I think any artist or anyone who wants to be an artist can probably relate to this film. I recently discovered this drawing and was reminded of Kaufman. Caden gets lost on the overpass. If you replace the picture of the flower with the picture itself within the picture, it becomes a parallel of Adaptation.
Another film that became more personal and worked better for me the second time was Brazil. I think after working for a big corporation for long enough, the second viewing was bound to feel much more relatable. It was, and as long as I still work there I will feel like I am living inside that film.
dp
It is definitively my best of the past decade.
I think this is a great film. I’ve seen it twice and it did get better on second viewing. Though quirky, I can’t say overall obviously this story doesn’t leave you in the most festive of moods. But it is what it is. An honest work by a fantastic writer/director. I agree, one of the best films of the past decade.
AxelUmog
So last night I did the blessed Synecdoche Viewing 2 and I was absolutely demolished by it. My initial impression after my first viewing was EH, good, a little greedy tried to cram a lot in there maybe some structural things I would have liked to see differently but some classic Kaufman goodness no doubt, but it was no Adaptation/Being John/Eternal Sunshine… and I thought I’m sure it will grow on me multiple viewings classic Kaufman style, so we’ll see.
But I had no Idea that I was going to be completely derailed by it, and the shocking part is that it wasn’t even intellectually, it was all emotional. What a deeply, deeply, deeply sad, powerful film. And I don’t mean sad in a “your sad when your parents died” kind of sad, more in a dark, beautiful kind of sad.

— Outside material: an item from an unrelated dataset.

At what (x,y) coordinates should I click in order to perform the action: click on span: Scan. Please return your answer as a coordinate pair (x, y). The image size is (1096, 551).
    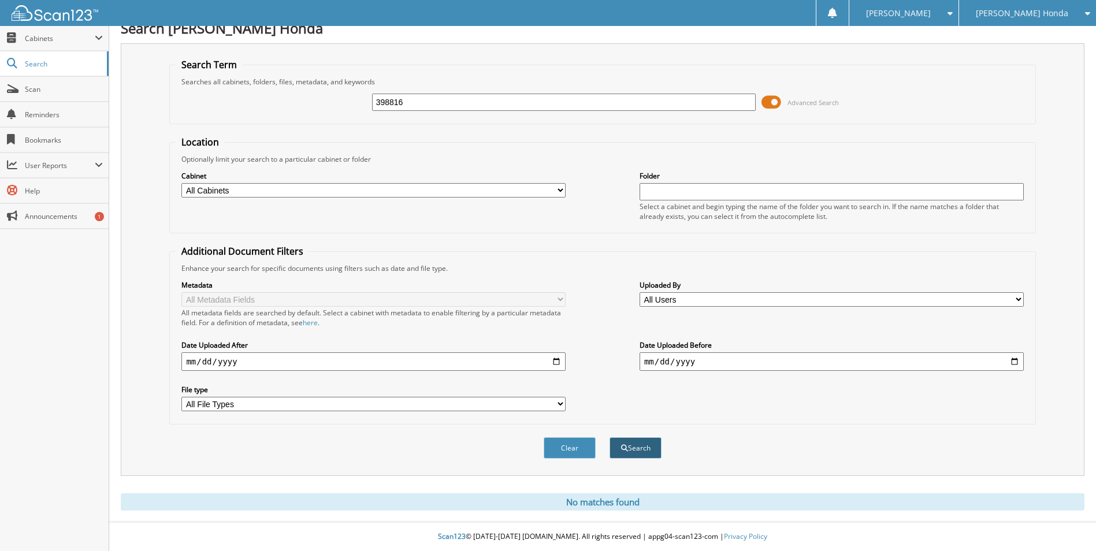
    Looking at the image, I should click on (64, 89).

My first viewing I had it peg’d at around a 6/10. After second viewing I feel like saying an easy 10/10 (even though this is totally illegal in my rating system, a film technically cannot jump 2 points up or down just based on one viewing alone.)
I’ve never had such powerful experience and such a drastic jump from first and second viewing. I heard all the hype everyone throwing Synecdoche on their top of the decade lists, and I thought meh these people just want to pretend like they are intellectuals, this isn’t the real deal…
Well like a blind man said to Jesus one time, that is one fucking good movie.